The forts themselves were not owned by the Europeans; the land on which Cape Coast Castle was built was rented to the British by the local chief for a monthly sum. It was in the interests of the Europeans to respect local customs and laws, as that included the institution of slavery. This meant that they could take slaves but not, for instance, kill animals for amusement; when one officer, James Swanzy, shot a crocodile there was a huge fuss and compensation was paid.
Most of the slaves sold to Europeans in later centuries were men and women captured in battles between tribes like the Asante and the Acan. Many of the captives were kept as slaves by the victors, where they were treated relatively well and could gain some social standing within their new families.

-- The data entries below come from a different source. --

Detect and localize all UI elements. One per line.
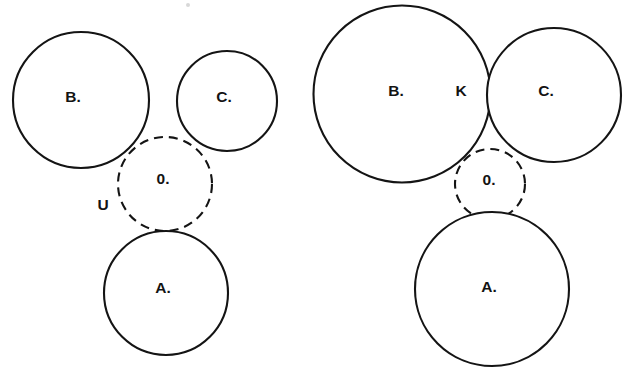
circle-c-right	[487, 28, 621, 162]
diagram-canvas: B. C. 0. A. U B. C. 0. A. K	[0, 0, 636, 378]
scan-speck	[186, 3, 190, 7]
circles-diagram-figure: B. C. 0. A. U B. C. 0. A. K	[0, 0, 636, 378]
circle-c-right-label: C.	[538, 82, 554, 99]
circle-c-left-label: C.	[216, 88, 232, 105]
circle-a-left-label: A.	[155, 279, 171, 296]
circle-o-right-label: 0.	[483, 171, 496, 188]
circle-o-left-label: 0.	[157, 170, 170, 187]
circle-b-right-label: B.	[388, 82, 404, 99]
circle-b-left	[13, 32, 149, 168]
point-label-u: U	[97, 196, 108, 213]
left-configuration: B. C. 0. A. U	[13, 32, 277, 355]
circle-a-right-label: A.	[481, 278, 497, 295]
right-configuration: B. C. 0. A. K	[314, 6, 622, 367]
scan-speck-group	[186, 3, 190, 7]
point-label-k: K	[455, 82, 467, 99]
circle-b-left-label: B.	[65, 88, 81, 105]
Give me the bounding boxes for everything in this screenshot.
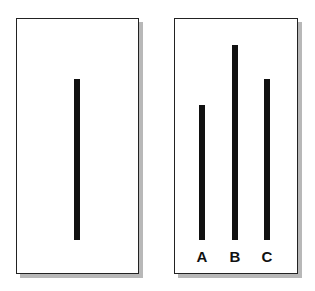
label-c: C [257,248,277,265]
label-a: A [192,248,212,265]
label-b: B [225,248,245,265]
reference-line [74,79,80,240]
line-b [232,45,238,240]
line-c [264,79,270,240]
line-a [199,105,205,240]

Still, the proliferation of wars between the tribes was, as Ms Perbi writes, “mostly aimed at acquiring slaves for sale to the European companies and individual European merchantsâ€. So integral did the slave trade become to the local chiefs' welfare that its abolition hit hard. In 1872, long after abolition, Zey, the king of Asante, wrote to the British monarch asking for the slave trade to be renewed.
Yaw Bedwa of the University of Ghana says there has been a “general amnesia in Ghana about slaveryâ€. The role of the chiefs is particularly sensitive, as they still play a big role in Ghana. “We don't discuss slavery,†says Barima Kwame Nkye XII, a paramount chief in the town of Assin Mauso. He defends domestic slavery in the past as a generally benevolent institution, and insists that the chiefs had little to do with the slave trade.
The wounds of slavery are still too raw to be exposed in public, even more so as the stigma of slavery remains attached to slave descendants who, in some cases, still cannot inherit property. Mr Bedwa faces anger from African-Americans who come to Ghana looking for roots, only to be confronted with the role of Africans in the slave trade. Mr Bedwa tells them that Africans who did not suffer from slavery were still victims of colonialism, poverty and disease. But, as in every exploitative system, some had it worse than others.